Choose the right chart type:

Each type of data makes the most sense with specific visualizations.

For example, the income growth rate in a line chart shows you a clear pattern of growth. The same growth rate in a pie chart doesn't bring out the essence of it.

Remove unnecessary elements:

Reduce the data points.

For example, instead of daily operational costs, show weekly average costs to simplify the chart.

Additional tips:

Mobile optimization:

Make sure the dashboard design is responsive. It should adjust to different screen sizes and orientations for the best viewing experience on smartphones and tablets.

Test and improve:

Try running some user tests to see how well the dashboard works. You can ask users to complete specific tasks and watch how they interact with it.

Financial dashboard templates with samples and examples

Performing vs. non-performing loan value:

This chart shows a comparison between performing and non-performing loans. The comparison is among short-, long-, and medium-term loans.

Performing loan: The borrower is paying back the loan; the full amount is expected.  

Non-performing loan: Borrower has stopped paying; the lender might not get all the money back.

This chart helps you identify the non-performing loan value for each term so that you can take proper action to reduce the default payers.

Net income:

Net income is the amount left after paying all your expenses.

Why is it important?

  • It shows the overall health of your business.
  • It helps you make decisions about spending and investing.
  • It's used to calculate other important financial metrics.

Department: Allocation vs. earnings

Allocation is the budget a department can spend.

For example, the finance department might get $100,000 to use for stuff like advertising and investment. 

Earnings are the revenue a department brings in.

For example, the sales department might earn $500,000 from selling financial services.
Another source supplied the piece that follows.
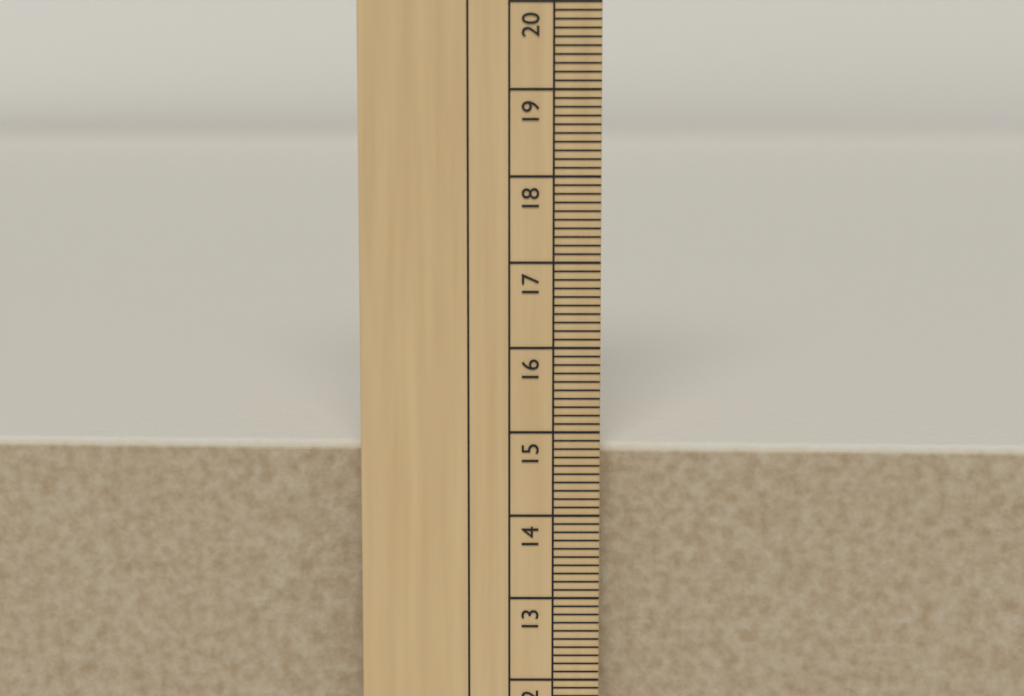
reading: 14.8 cm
If a department makes more than it's supposed to, it's doing great. If it makes less, there might be a problem. This comparison helps a company figure out where to put money in the future.

These metrics are taken from the DataBrain finance dashboard. You can check the complete dashboard and explore its functionalities here.

Conclusion:

A financial dashboard takes your decision-making one step further by helping you get information in real time, prevent fraud, and improve your financial performance.

If you want to make financial decisions based on data, not just intuition, you will need a dashboard that is easy to create and maintain and adds a layer of security to your data.

So, start building a financial dashboard easily by signing up to DataBrain.